“Why haven’t I caught anything?” my daughter whined, the disappointment heavy in her voice. For nearly an hour, Samantha had gripped her rod and reel with an eagerness known only to a 5-year-old on her first fishing trip. Yet her line remained slack and motionless.
My wife, the eternal optimist, had an idea. “Why don’t you ask Jesus to help you?”
Hedging for God
I squirmed at the suggestion. The possible ramifications of praying for a fish flooded my mind. What if my daughter catches nothing but clumps of algae? Will her budding faith be crushed? Will she doubt God’s love for her?
In the three decades I’ve been praying, God hasn’t always answered my prayers the way I hoped He would. As a mature believer, I’ve come to appreciate God’s wisdom in not giving me everything I ask for; but how could my young daughter grasp the intricacies of God’s good and perfect will?
I cleared my throat and prepared to do some hedging on God’s behalf.
Before I could qualify my wife’s words, though, my daughter launched her hopeful prayer. “Jesus, please help me get a fish. Amen.”
God’s response
There it was. The gauntlet had been thrown. God was on trial. Or so it seemed to me, as Samantha waited for Him to answer her prayer.
To my surprise, she didn’t wait long. Within minutes her sagging line straightened and the tip of her rod bounced.
“Samantha, you’ve got one!” I shouted in disbelief. “Reel it in! Reel it in!”
Samantha cranked the reel and heaved the fish to shore. Moments later, she held a glistening rainbow trout on the end of a stringer. She shouted gleefully as the fish flopped about in the air.
In my bewilderment, I realized that God was pursuing my daughter, wooing her heart with His indescribable grace. For years, I had been trying to say and do all the right things to prod her closer to God. But it was Samantha’s heavenly Father, not her earthly one, who caused her to trust Him. Just as He filled the nets of two Galilean brothers long ago (Luke 5:4-10), He sent a fish to my daughter’s line — and fed her growing faith.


WHAT YOU NEED TO DO – Restate the data below word for word, and let no image into your version.

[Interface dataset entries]
Start of Block

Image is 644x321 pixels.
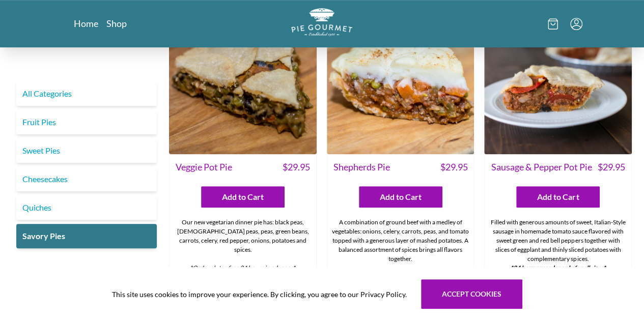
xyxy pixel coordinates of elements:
[380,191,421,203] span: Add to Cart
[282,160,310,174] span: $ 29.95
[484,214,631,277] div: Filled with generous amounts of sweet, Italian-Style sausage in homemade tomato sauce flavored wi...
[201,186,284,208] button: Add to Cart
[169,7,317,155] img: Veggie Pot Pie
[175,160,232,174] span: Veggie Pot Pie
[17,82,157,106] a: All Categories
[516,186,600,208] button: Add to Cart
[222,191,264,203] span: Add to Cart
[597,160,625,174] span: $ 29.95
[106,17,127,29] a: Shop
[328,214,474,286] div: A combination of ground beef with a medley of vegetables: onions, celery, carrots, peas, and toma...
[484,7,632,155] img: Sausage & Pepper Pot Pie
[570,18,582,30] button: Menu
[359,186,443,208] button: Add to Cart
[491,160,591,174] span: Sausage & Pepper Pot Pie
[440,160,467,174] span: $ 29.95
[327,7,475,155] img: Shepherds Pie
[190,265,295,272] em: *Order gluten free 24 hours in advance*
[112,289,407,300] span: This site uses cookies to improve your experience. By clicking, you agree to our Privacy Policy.
[421,280,522,309] button: Accept cookies
[17,224,157,249] a: Savory Pies
[169,214,316,277] div: Our new vegetarian dinner pie has: black peas, [DEMOGRAPHIC_DATA] peas, peas, green beans, carrot...
[291,8,352,36] img: logo
[17,138,157,163] a: Sweet Pies
[74,17,98,29] a: Home
[17,195,157,220] a: Quiches
[291,8,352,39] a: Logo
[334,160,390,174] span: Shepherds Pie
[17,167,157,191] a: Cheesecakes
[537,191,579,203] span: Add to Cart
[510,265,605,272] strong: *24 hour preorder only for all sizes*
[17,110,157,134] a: Fruit Pies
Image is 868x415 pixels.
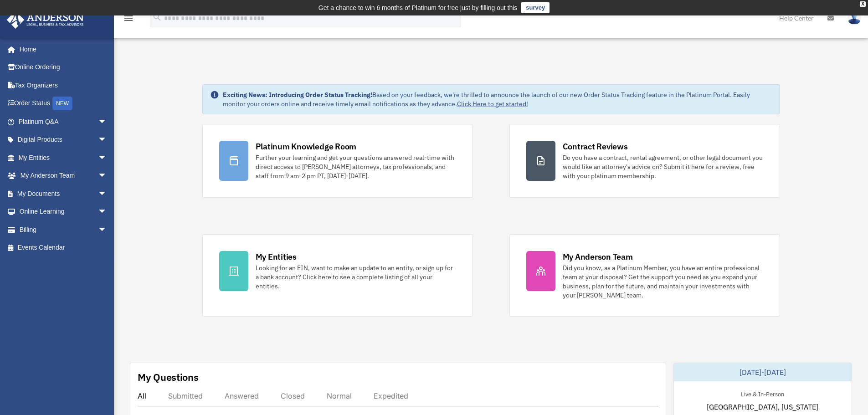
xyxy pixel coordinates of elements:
[123,13,134,24] i: menu
[98,203,116,222] span: arrow_drop_down
[848,11,862,25] img: User Pic
[6,113,121,131] a: Platinum Q&Aarrow_drop_down
[327,392,352,401] div: Normal
[6,58,121,76] a: Online Ordering
[510,124,781,198] a: Contract Reviews Do you have a contract, rental agreement, or other legal document you would like...
[6,221,121,239] a: Billingarrow_drop_down
[256,153,456,180] div: Further your learning and get your questions answered real-time with direct access to [PERSON_NAM...
[860,2,866,7] div: close
[98,113,116,131] span: arrow_drop_down
[169,392,203,401] div: Submitted
[281,392,305,401] div: Closed
[319,2,517,14] div: Get a chance to win 6 months of Platinum for free just by filling out this
[223,91,773,108] div: Based on your feedback, we're thrilled to announce the launch of our new Order Status Tracking fe...
[203,124,473,198] a: Platinum Knowledge Room Further your learning and get your questions answered real-time with dire...
[153,12,162,22] i: search
[457,100,529,108] a: Click Here to get started!
[256,263,456,291] div: Looking for an EIN, want to make an update to an entity, or sign up for a bank account? Click her...
[374,392,409,401] div: Expedited
[6,76,121,95] a: Tax Organizers
[6,131,121,149] a: Digital Productsarrow_drop_down
[563,141,628,153] div: Contract Reviews
[52,97,72,111] div: NEW
[98,221,116,239] span: arrow_drop_down
[4,11,87,29] img: Anderson Advisors Platinum Portal
[510,235,781,317] a: My Anderson Team Did you know, as a Platinum Member, you have an entire professional team at your...
[563,153,764,180] div: Do you have a contract, rental agreement, or other legal document you would like an attorney's ad...
[256,251,296,262] div: My Entities
[6,95,121,113] a: Order StatusNEW
[563,263,764,300] div: Did you know, as a Platinum Member, you have an entire professional team at your disposal? Get th...
[98,149,116,167] span: arrow_drop_down
[223,91,373,99] strong: Exciting News: Introducing Order Status Tracking!
[734,389,792,398] div: Live & In-Person
[225,392,259,401] div: Answered
[6,40,116,58] a: Home
[98,131,116,149] span: arrow_drop_down
[6,239,121,257] a: Events Calendar
[203,235,473,317] a: My Entities Looking for an EIN, want to make an update to an entity, or sign up for a bank accoun...
[6,149,121,167] a: My Entitiesarrow_drop_down
[138,392,146,401] div: All
[563,251,634,262] div: My Anderson Team
[98,167,116,185] span: arrow_drop_down
[6,203,121,221] a: Online Learningarrow_drop_down
[256,141,357,153] div: Platinum Knowledge Room
[6,167,121,185] a: My Anderson Teamarrow_drop_down
[138,370,199,384] div: My Questions
[98,184,116,204] span: arrow_drop_down
[707,401,819,413] span: [GEOGRAPHIC_DATA], [US_STATE]
[674,363,852,382] div: [DATE]-[DATE]
[123,16,134,24] a: menu
[521,2,550,14] a: survey
[6,184,121,203] a: My Documentsarrow_drop_down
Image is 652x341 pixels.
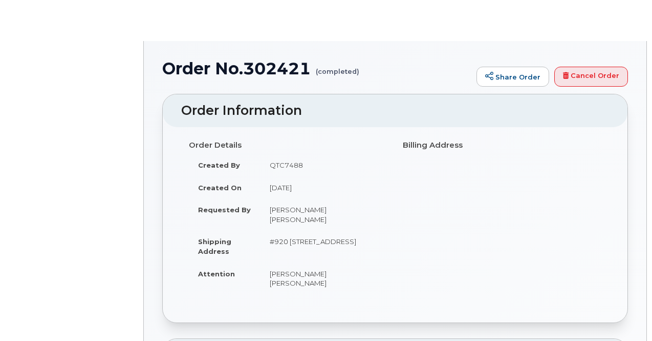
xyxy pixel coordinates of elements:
[261,262,388,294] td: [PERSON_NAME] [PERSON_NAME]
[198,237,231,255] strong: Shipping Address
[189,141,388,150] h4: Order Details
[261,230,388,262] td: #920 [STREET_ADDRESS]
[198,183,242,192] strong: Created On
[555,67,628,87] a: Cancel Order
[261,176,388,199] td: [DATE]
[162,59,472,77] h1: Order No.302421
[261,154,388,176] td: QTC7488
[198,269,235,278] strong: Attention
[261,198,388,230] td: [PERSON_NAME] [PERSON_NAME]
[198,205,251,214] strong: Requested By
[316,59,359,75] small: (completed)
[181,103,609,118] h2: Order Information
[477,67,549,87] a: Share Order
[403,141,602,150] h4: Billing Address
[198,161,240,169] strong: Created By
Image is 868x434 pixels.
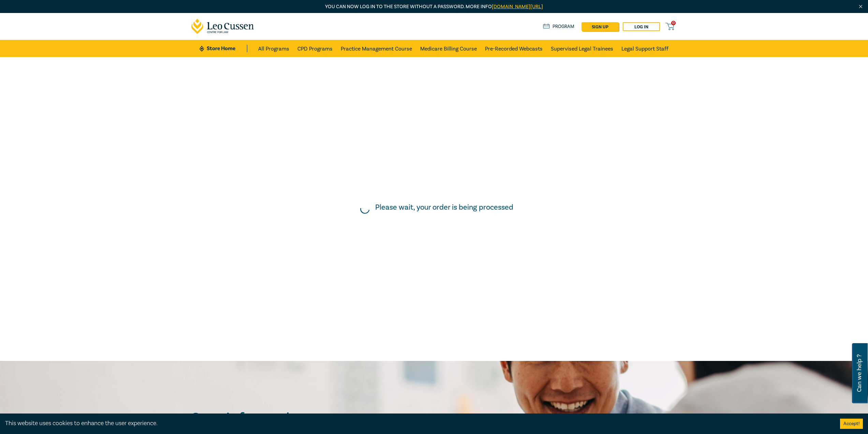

End of Block

REPLY –
Image is 644x321 pixels.
xyxy pixel coordinates of elements:
[380,191,421,203] span: Add to Cart
[282,160,310,174] span: $ 29.95
[484,214,631,277] div: Filled with generous amounts of sweet, Italian-Style sausage in homemade tomato sauce flavored wi...
[201,186,284,208] button: Add to Cart
[169,7,317,155] img: Veggie Pot Pie
[175,160,232,174] span: Veggie Pot Pie
[17,82,157,106] a: All Categories
[516,186,600,208] button: Add to Cart
[222,191,264,203] span: Add to Cart
[597,160,625,174] span: $ 29.95
[106,17,127,29] a: Shop
[328,214,474,286] div: A combination of ground beef with a medley of vegetables: onions, celery, carrots, peas, and toma...
[484,7,632,155] img: Sausage & Pepper Pot Pie
[570,18,582,30] button: Menu
[359,186,443,208] button: Add to Cart
[491,160,591,174] span: Sausage & Pepper Pot Pie
[440,160,467,174] span: $ 29.95
[327,7,475,155] img: Shepherds Pie
[190,265,295,272] em: *Order gluten free 24 hours in advance*
[112,289,407,300] span: This site uses cookies to improve your experience. By clicking, you agree to our Privacy Policy.
[421,280,522,309] button: Accept cookies
[17,224,157,249] a: Savory Pies
[169,214,316,277] div: Our new vegetarian dinner pie has: black peas, [DEMOGRAPHIC_DATA] peas, peas, green beans, carrot...
[291,8,352,36] img: logo
[17,138,157,163] a: Sweet Pies
[74,17,98,29] a: Home
[17,195,157,220] a: Quiches
[291,8,352,39] a: Logo
[334,160,390,174] span: Shepherds Pie
[17,167,157,191] a: Cheesecakes
[537,191,579,203] span: Add to Cart
[510,265,605,272] strong: *24 hour preorder only for all sizes*
[17,110,157,134] a: Fruit Pies
Image is 868x415 pixels.
xyxy pixel coordinates of elements:
[123,13,134,24] i: menu
[98,203,116,222] span: arrow_drop_down
[848,11,862,25] img: User Pic
[6,113,121,131] a: Platinum Q&Aarrow_drop_down
[327,392,352,401] div: Normal
[6,58,121,76] a: Online Ordering
[510,124,781,198] a: Contract Reviews Do you have a contract, rental agreement, or other legal document you would like...
[6,221,121,239] a: Billingarrow_drop_down
[256,153,456,180] div: Further your learning and get your questions answered real-time with direct access to [PERSON_NAM...
[860,2,866,7] div: close
[98,113,116,131] span: arrow_drop_down
[169,392,203,401] div: Submitted
[281,392,305,401] div: Closed
[319,2,517,14] div: Get a chance to win 6 months of Platinum for free just by filling out this
[223,91,773,108] div: Based on your feedback, we're thrilled to announce the launch of our new Order Status Tracking fe...
[203,124,473,198] a: Platinum Knowledge Room Further your learning and get your questions answered real-time with dire...
[153,12,162,22] i: search
[457,100,529,108] a: Click Here to get started!
[256,263,456,291] div: Looking for an EIN, want to make an update to an entity, or sign up for a bank account? Click her...
[374,392,409,401] div: Expedited
[6,76,121,95] a: Tax Organizers
[6,131,121,149] a: Digital Productsarrow_drop_down
[563,141,628,153] div: Contract Reviews
[52,97,72,111] div: NEW
[98,221,116,239] span: arrow_drop_down
[4,11,87,29] img: Anderson Advisors Platinum Portal
[510,235,781,317] a: My Anderson Team Did you know, as a Platinum Member, you have an entire professional team at your...
[563,153,764,180] div: Do you have a contract, rental agreement, or other legal document you would like an attorney's ad...
[256,251,296,262] div: My Entities
[6,95,121,113] a: Order StatusNEW
[563,263,764,300] div: Did you know, as a Platinum Member, you have an entire professional team at your disposal? Get th...
[98,149,116,167] span: arrow_drop_down
[223,91,373,99] strong: Exciting News: Introducing Order Status Tracking!
[734,389,792,398] div: Live & In-Person
[225,392,259,401] div: Answered
[6,40,116,58] a: Home
[98,131,116,149] span: arrow_drop_down
[6,239,121,257] a: Events Calendar
[203,235,473,317] a: My Entities Looking for an EIN, want to make an update to an entity, or sign up for a bank accoun...
[6,149,121,167] a: My Entitiesarrow_drop_down
[138,392,146,401] div: All
[563,251,634,262] div: My Anderson Team
[98,167,116,185] span: arrow_drop_down
[6,203,121,221] a: Online Learningarrow_drop_down
[256,141,357,153] div: Platinum Knowledge Room
[6,167,121,185] a: My Anderson Teamarrow_drop_down
[138,370,199,384] div: My Questions
[98,184,116,204] span: arrow_drop_down
[707,401,819,413] span: [GEOGRAPHIC_DATA], [US_STATE]
[674,363,852,382] div: [DATE]-[DATE]
[123,16,134,24] a: menu
[521,2,550,14] a: survey
[6,184,121,203] a: My Documentsarrow_drop_down
Image is 652x341 pixels.
xyxy pixel coordinates of elements:
[261,262,388,294] td: [PERSON_NAME] [PERSON_NAME]
[198,237,231,255] strong: Shipping Address
[189,141,388,150] h4: Order Details
[261,230,388,262] td: #920 [STREET_ADDRESS]
[198,183,242,192] strong: Created On
[555,67,628,87] a: Cancel Order
[261,176,388,199] td: [DATE]
[162,59,472,77] h1: Order No.302421
[261,154,388,176] td: QTC7488
[198,269,235,278] strong: Attention
[261,198,388,230] td: [PERSON_NAME] [PERSON_NAME]
[198,205,251,214] strong: Requested By
[316,59,359,75] small: (completed)
[181,103,609,118] h2: Order Information
[477,67,549,87] a: Share Order
[403,141,602,150] h4: Billing Address
[198,161,240,169] strong: Created By
Image is 868x434 pixels.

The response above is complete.